Background
Dr. Phelton Cortez Moss is a Senior Professorial Lecturer of Education Policy & Leadership at American University and is a Senior Policy Adviser to Congresswoman Frederica Wilson (FL-24) who serves as Chair of the Higher Education and Workforce Investment Subcommittee. Prior he served as Tenure-Track Assistant Professor of Teacher Education at Tougaloo College and Senior Leader at the Mississippi Department of Education.
He has served as a Policy Fellow for Education Leaders of Color and provided strategic and policy advice across a range of national education issues for members, including early childhood, K-12, postsecondary, higher education, career, and technical education, historically black colleges and universities (HBCUs), teacher diversity, and workforce development. Notbaly, he led the filing of the historic American Teacher Act to establish a federal grant program to incentivize states to raise teacher salaries. In addition, His research focus is focused on building school and district leaders capacity to diversify the educator workforce and improve efforts to increase teacher recruitment and retention.
He has ten years of experience working in education and education policy from English teacher, policy maker, and principal. As the youngest serving principal in MS, his work in moving an underperforming middle school from an F to C in two years led him to become the Bureau Director of Educator Effectiveness and Talent Acquisition at the Mississippi Department of Education working on K-12 education policy issues including teacher diversity, teacher/leader evaluations, teacher recruitment and retention, educator licensure, and issues of inequity in the distribution of effective teachers.

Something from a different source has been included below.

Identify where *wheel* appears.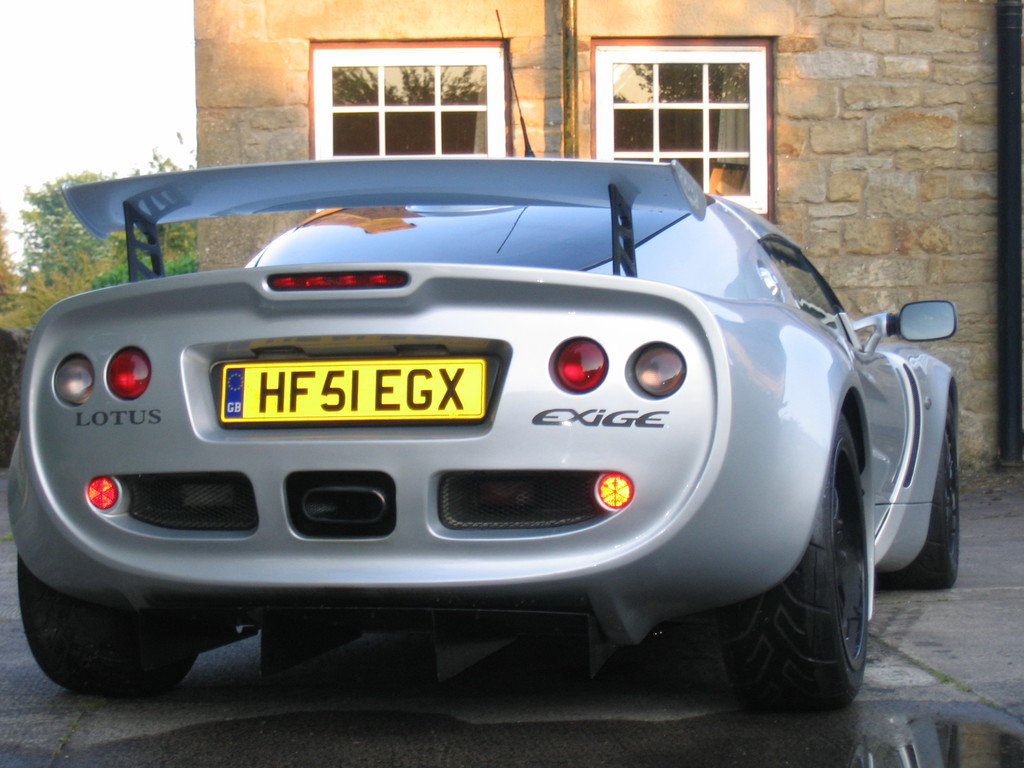
Appears at BBox(20, 556, 200, 698).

Most notably, he led the design and launch of the nationās first state-run teacher residency program with a $4.5M Kellogg Foundation Grant to address the stateās teacher shortage and increase the diversity of the educator workforce in Mississippi. While serving at the Mississippi Department of Education, he completed the year-long national School Systems Leaders Fellowship along with twenty senior education leaders from across the country and received training to become a school systems leader.

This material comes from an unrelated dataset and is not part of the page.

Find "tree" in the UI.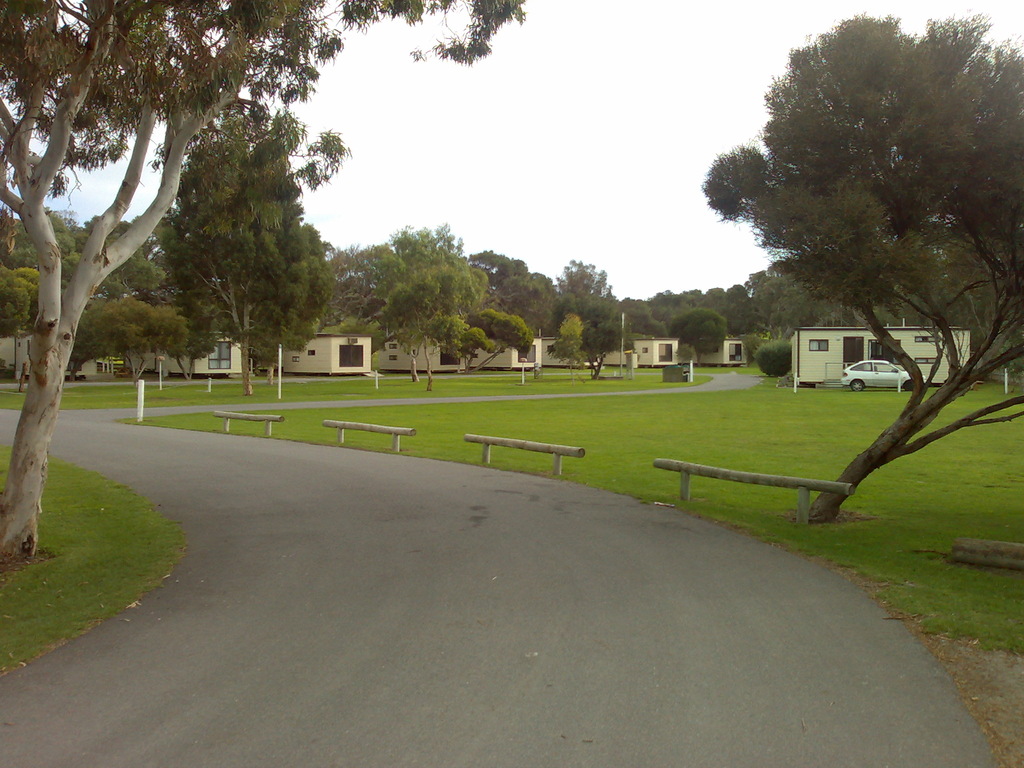
UI element at box=[583, 320, 632, 381].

Phelton began his career in education as a high school English teacher in Greenwood, Mississippi, where he was Teacher of the Year for two consecutive years, and corps member of Teach for America. He holds a Ph.D. in Educational Leadership from the University of Mississippi and a BA in Public Policy Leadership and English from the University of Mississippi. He holds a certificate in Education Finance from Georgetown University. Phelton is a member of The Reading League National Board of Directors. He is a member of Alpha Phi Alpha Fraternity, Inc.